Photos and some thoughts from Alan Dearling
Visually delightful – a collision of two events spread across the market town of Hebden Bridge. Hebden, these days is perhaps universally best known as the centrepiece of ‘Happy Valley’! But during this weekend, there were literally thousands of visitors to the intertwined events.
The Hebden Bridge Vintage Weekend was organised by the Rotary Club of Hebden Bridge at Calder Holmes Park. It offered many displays of classic and vintage vehicles. Everything from tractors, military vehicles, Rolls Royce and Bentleys thorough to steam-engines and commercial vehicles.
Throughout the park and around town, there were dozens of specialist markets, music, and a tinge of Mad Max mayhem in changing the vibe of the Victorian mill town of Hebden Bridge. And with the Steampunk Event, a lot of added fantasy, Gothic Horror, Victoriana, post-apocalyptic imagery, time-travel, steam-machinery all transposed into alternative, mythical futures and pasts… Any excuse for some magical and inventive opportunities for dressing-up and theatricality.
Before visiting the event and even whilst there I was asked, ‘What is Steampunk?’

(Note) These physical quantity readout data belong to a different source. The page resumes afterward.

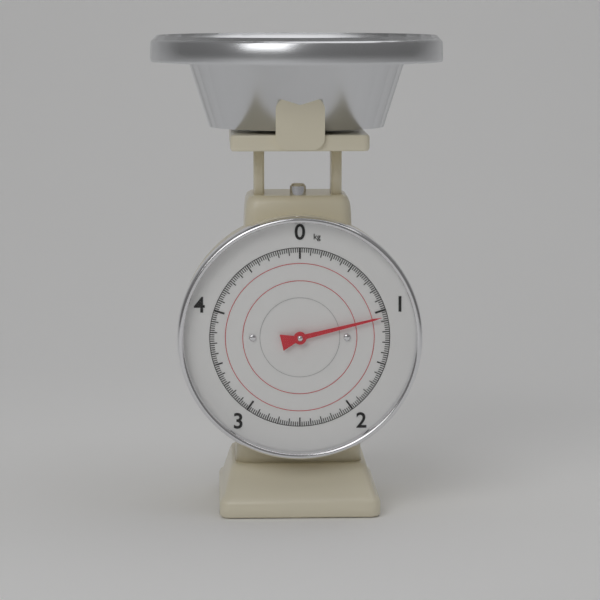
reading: 1.06 kg
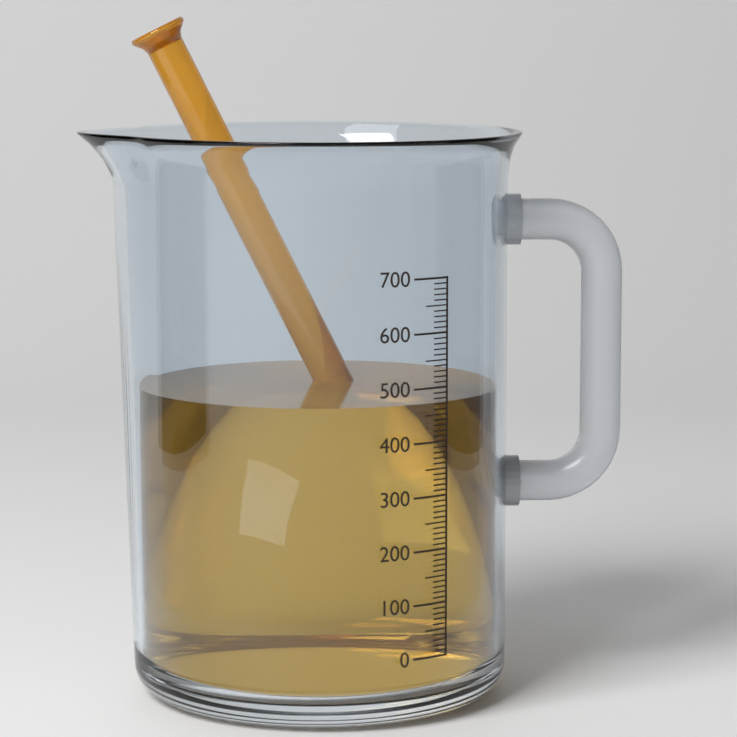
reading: 470 (no unit)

H.G. Wells’ ‘Shape of things to Come’ (1933) is to my mind a source, as is the Alexander Korda film, ‘Things to come’ filmed in 1936, as well as Jules Verne’s books and film adaptations, ‘20,000 Leagues under the sea’ and ‘Around the World in 80 Days’. And, of course, Johnny Depp and his characterisations in films such as the Mad Hatter in ‘Alice through the Looking Glass’, Edward Scissorhands, and as Ichabod Crane in ‘Sleepy Hollow’. Or, how about Yul Brynner as the out of control cyborg gunslinger in the 1973 ‘Westworld’? The ‘Mad Max’ franchise also springs to mind. It definitely seems to be to do with time-warps…
On-line it suggests that Steampunk is a sub-genre of science fiction or science fantasy that incorporates technology and aesthetic designs inspired by 19th-century industrial steam-powered machinery. Steampunk creative works are often set in an alternative history of the 19th century’s British Victorian era or the American ‘Wild West’.
Wikipedia adds:
“Steampunk may also incorporate additional elements from the genres of fantasy, horror, historical fiction, alternate history, or other branches of speculative fiction, making it often a hybrid genre…It explores alternative futures or pasts but can also address real-world social issues. The first known appearance of the term steampunk was in 1987, though it now retroactively refers to many works of fiction created as far back as the 1950s or earlier.
Steampunk is influenced by and often adopts the style of the 19th-century scientific romances of Jules Verne, H. G. Wells, Mary Shelley, and Edward S. Ellis’s ‘The Steam Man of the Prairies’. Several more modern works of art and fiction significant to the development of the genre were produced before the genre had a name. ‘Titus Alone’ (1959), by Mervyn Peake, is widely regarded by scholars as the first novel in the genre proper, while others point to Michael Moorcock’s 1971 novel, ‘The Warlord of the Air’, which was heavily influenced by Peake’s work. The film ‘Brazil’ (1985) was also an early cinematic influence…”
Whatever steampunk is, it certainly seems to provide plenty of fun and frolics, judging from the people and costumes on display in Hebden Bridge.
Many flights of fancy and fantasy straight out of westerns, science fiction and the worlds of Goths, films, TV series, books and even record covers. The characters wandering around the Vintage event in the park and around the town, evoked ‘The Fabulous Baron Munchausen’ (1962), directed by Karel Zeman and even the zany humour of the Bonzo Dog Dooh-Dah Band and the Early Eagles’ record covers featuring dangerous gunslingers and baleful-looking characters straight from the Wild West.
More recent Dr Who story-lines have involved set designs incorporating steampunk elements and Victorian items such as an old vintage typewriter. Likewise, Alan Moore’s and Kevin O’Neill’s 1999 ‘The League of Extraordinary Gentlemen’ graphic novel series further popularised the steampunk genre.
Steampunk is very much an ouvre of the imagination. One allowing and encouraging maximum participation, a real-time opportunity to explore the possibilities of ‘back to the future’, or, maybe days of ‘future passed’.